The concern for quality dominates current science policy. Science ministries and funding agencies claim to support excellence above all. This concern with quality is strong in Dutch science policy, but also in other countries, and in international science organisations. Only the best scientists, in the best institutes, of the best fields will do. In most of this policy discourse, questioning the ambition for excellence is unthinkable and hence the focus is on how top quality can be achieved and how it can be measured.

Rather than these how questions, this workshop asks precisely why we seem so obsessed with scientific quality and its measurement. What purposes does the measurement of quality serve? What is the problem that is being addressed with the regime of omnipresent output assessment?
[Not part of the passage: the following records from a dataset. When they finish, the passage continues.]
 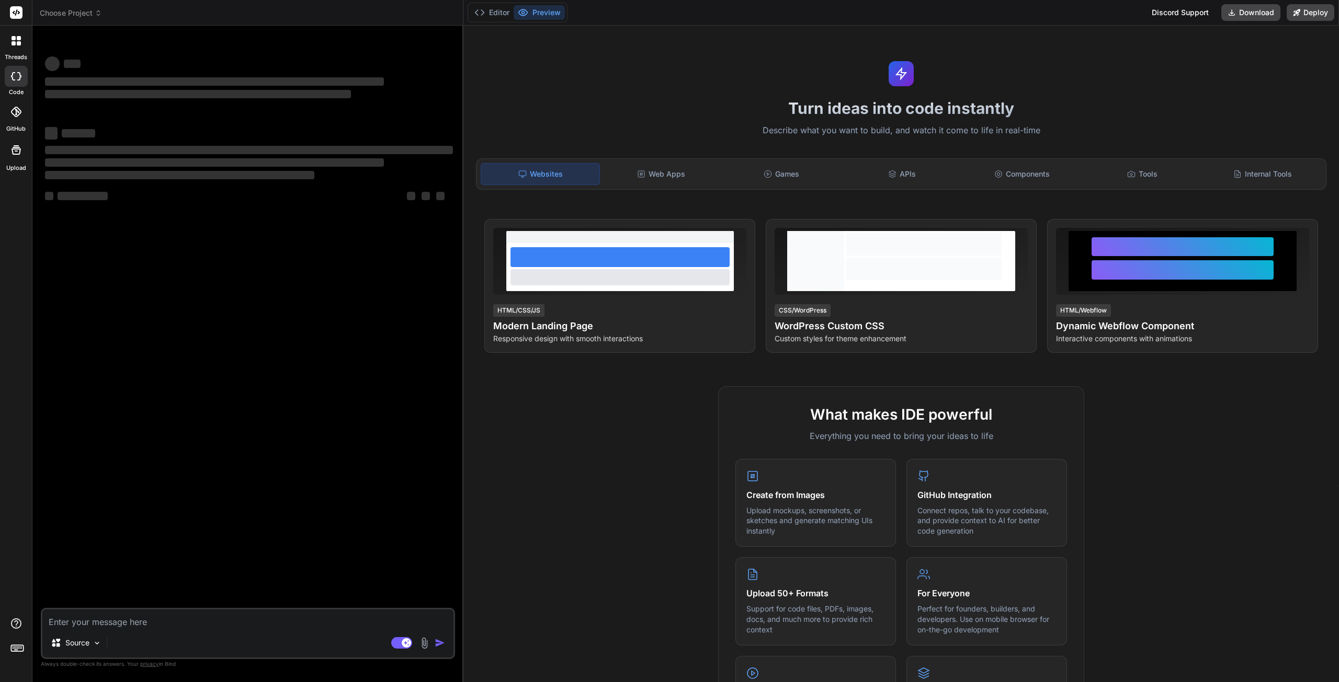 I want to click on h4: For Everyone, so click(x=986, y=594).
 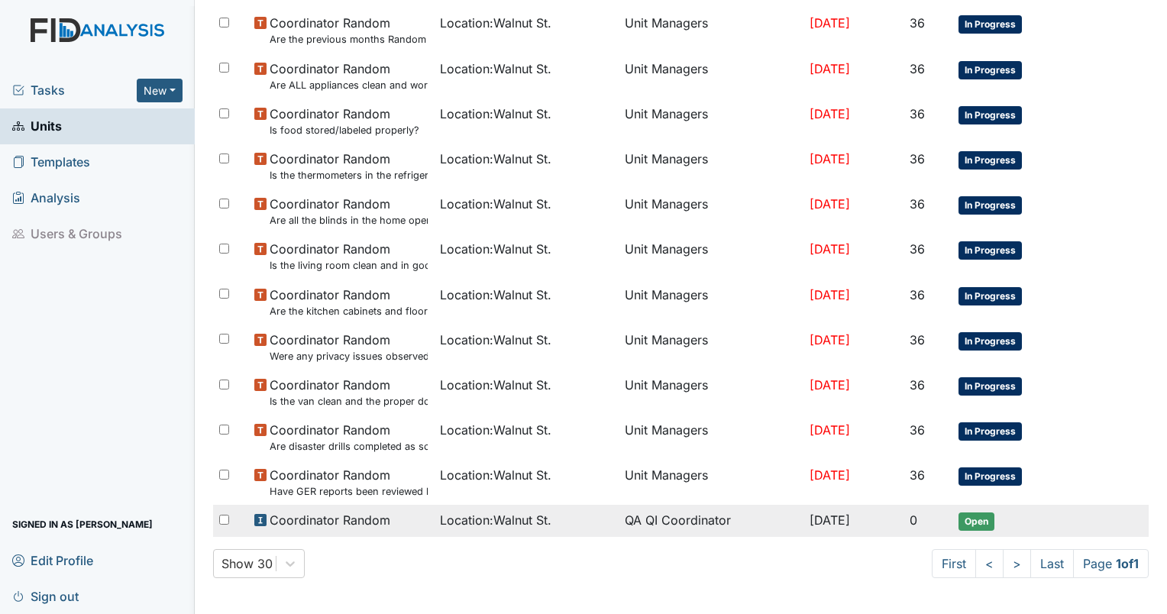 What do you see at coordinates (913, 520) in the screenshot?
I see `span: 0` at bounding box center [913, 520].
In more general terms: what changing governance structures in science policy is this concern with quality part of, and what are its intended and unintended consequences? Hence we will steer clear of technical questions of how to develop indicators of quality to ask how and why this concern has arisen.

The measurement of quality in public services by means of output measurement, in research notoriously measured as international publications, is part of a more general trend in public policy, known as New Public Management (NPM). Originating in the Reagan and Thatcher years (and therefore not so ‘new’ anymore) as a challenge to stifled bureaucracies, NPM has spread across many areas of policy making. By now, it has been fiercely challenged for its conception of public services as commodified goods that can be produced most efficiently in competition, while pre-empting substantial political choice in favour of optimisation management. It has also been criticised for the perverse effects output standards can have on the practices it claims to measure. Similar critical questions are now being raised with respect to science policy.

In this workshop, we will analyse how the concern of quality has come about in the context of a changing science policy. We will analyse how research has become subject to a regime of govern mentality that revolves around specific conceptions of “quality”. We will investigate the justification of quality measurement, its alleged purposes, its unplanned side effects and its possible alternatives. As usual, we will combine these theoretical concerns with practical activities and assignments and reading of key STS texts.